Trevor Forsyth (ILL) presented his studies of polymorphism in DNA. This was analysed using the CCP13 software, though the CCP14 macromolecule package had also been used for higher angle data on the crystalline components. At present CCP13 uses the BSL format, primarily for want of something better capable of dealing with data from different instruments.

Dmitri Svergun (EMBL) ranged through a wealth of measurements, analyses and simulations of bio-molecules in solutions, polydisperse polymers, and partially ordered systems. In endeavoring to be applicable to a wide range of tabular data, his programs could ignore meta-data and hunt for tables of intensity-Q values. His website provides an introduction to this valuable set of programs.

Steve King (ISIS) presented his exercise of being confronted with analysing his own data on rope, and his subsequent self-introduction to the tools in CCP13 for analysing fibre diffraction data. This raised a discussion on the general problem of training even accomplished scientists to use existing software packages.

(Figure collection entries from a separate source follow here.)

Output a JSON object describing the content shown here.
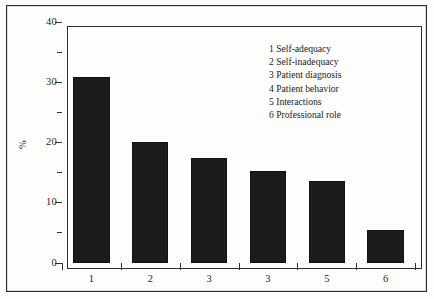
{
  "chart_data": {
    "type": "bar",
    "title": "",
    "xlabel": "",
    "ylabel": "%",
    "categories": [
      "1",
      "2",
      "3",
      "3",
      "5",
      "6"
    ],
    "values": [
      30.8,
      20.1,
      17.4,
      15.2,
      13.6,
      5.5
    ],
    "ylim": [
      0,
      40
    ],
    "yticks": [
      0,
      10,
      20,
      30,
      40
    ],
    "ytick_labels": [
      "0",
      "10",
      "20",
      "30",
      "40"
    ],
    "yminor_ticks": [
      5,
      15,
      25,
      35
    ],
    "grid": false,
    "legend_position": "inside-top-right",
    "legend": [
      {
        "key": "1",
        "text": "Self-adequacy"
      },
      {
        "key": "2",
        "text": "Self-inadequacy"
      },
      {
        "key": "3",
        "text": "Patient diagnosis"
      },
      {
        "key": "4",
        "text": "Patient behavior"
      },
      {
        "key": "5",
        "text": "Interactions"
      },
      {
        "key": "6",
        "text": "Professional role"
      }
    ],
    "bar_color": "#1c1c1c",
    "axis_color": "#2e2e2e",
    "background_color": "#fdfdfb"
  }
}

Problems of measuring weak signals (which is now possible with high fluxes) were raised by Adrian Rennie (King's College, London). When backgrounds are high the propagation of errors is needed in assessing final results. The same requirement holds when one investigates small effects due to applied fields. With more complex samples, such as fibres or large structures, e.g. ordered by shear, the SAS diffraction geometry (the measurement cuts through the Ewald sphere obliquely) requires correction before interpretation of the 2D SANS diffraction patterns. In systems with restricted order a number of effects lead to similar consequences on data, e.g. resolution/polydispersity, concentration/contrast, interactions/screening which must be resolved in the design of the experiment.

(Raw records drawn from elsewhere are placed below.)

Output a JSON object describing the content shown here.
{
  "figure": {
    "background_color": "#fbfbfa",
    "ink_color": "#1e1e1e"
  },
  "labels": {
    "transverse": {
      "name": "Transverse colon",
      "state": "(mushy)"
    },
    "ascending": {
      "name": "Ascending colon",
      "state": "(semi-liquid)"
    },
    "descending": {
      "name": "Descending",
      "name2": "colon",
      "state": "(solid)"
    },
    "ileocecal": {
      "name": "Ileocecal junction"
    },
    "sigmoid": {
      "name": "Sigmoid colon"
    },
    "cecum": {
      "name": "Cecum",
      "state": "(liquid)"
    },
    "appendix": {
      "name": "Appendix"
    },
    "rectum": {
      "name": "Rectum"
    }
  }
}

He gave the audience some cause for satisfaction on describing conventional polymer/solution experiments performed carefully at different facilities which gave essentially identical results using their local reduction and analysis procedures. This now can lead to further experiments, since small deviations from the model system can be reliably quantified. His last examples showed where on-line analysis could be used to optimise measurement conditions. The growth of silica particles occurs in multi-scale regimes when examined over a large dynamic range; the density fluctuations in heavy water near the critical point have rapidly changing correlation distances as the temperature is slowly varied. The dynamic ranges of these measurements requires adjusting the instrument configurations during the sequence of measurements to ensure the resolution matches this distance scale.

Conclusions

The mixture of subjects discussed and personal interests of participants created openings for debate after each presentation. During working group sessions the sasCIF dictionary/NeXus dictionary was reviewed and new items proposed. Finding common descriptors for the complex TOF-SANS case appeared to require further consideration.

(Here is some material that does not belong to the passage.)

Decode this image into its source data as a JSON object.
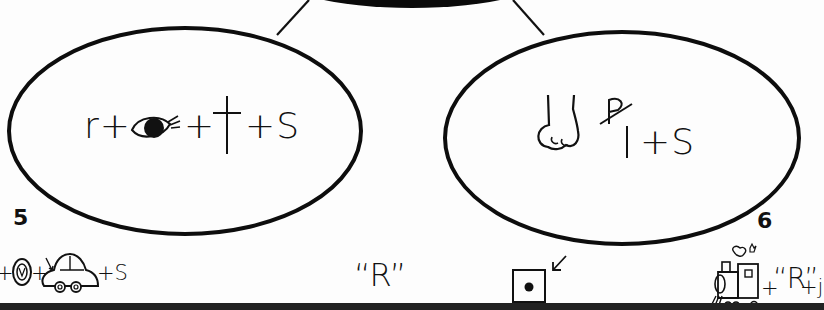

The activists in Grenoble, Didcot and Washington proposed continuing exchanging examples of XML data files; all agreed to look at the possibilities of using HDF-5 utilities to try and construct some simple example data files of complex measurements. These would serve as examples to display in Venice at SAS-2002.

The longer term activities of canSAS meetings should be to provide

  • maintenance of (established) data standards
  • presentations of new SAS analysis procedures
  • instruction for introducing non-specialists to SAS

There was general agreement that canSAS was now ready to advance beyond the problem of formats and should serve as a forum for debating analysis techniques, assembling and disseminating information on programs, and especially in attempting to demystify arcane reduction procedures for the many occasional SAS users. One suggestion was to create a website dedicated to these aims. There remains the problem of the location of such a site, and the manpower required to setup and maintain it.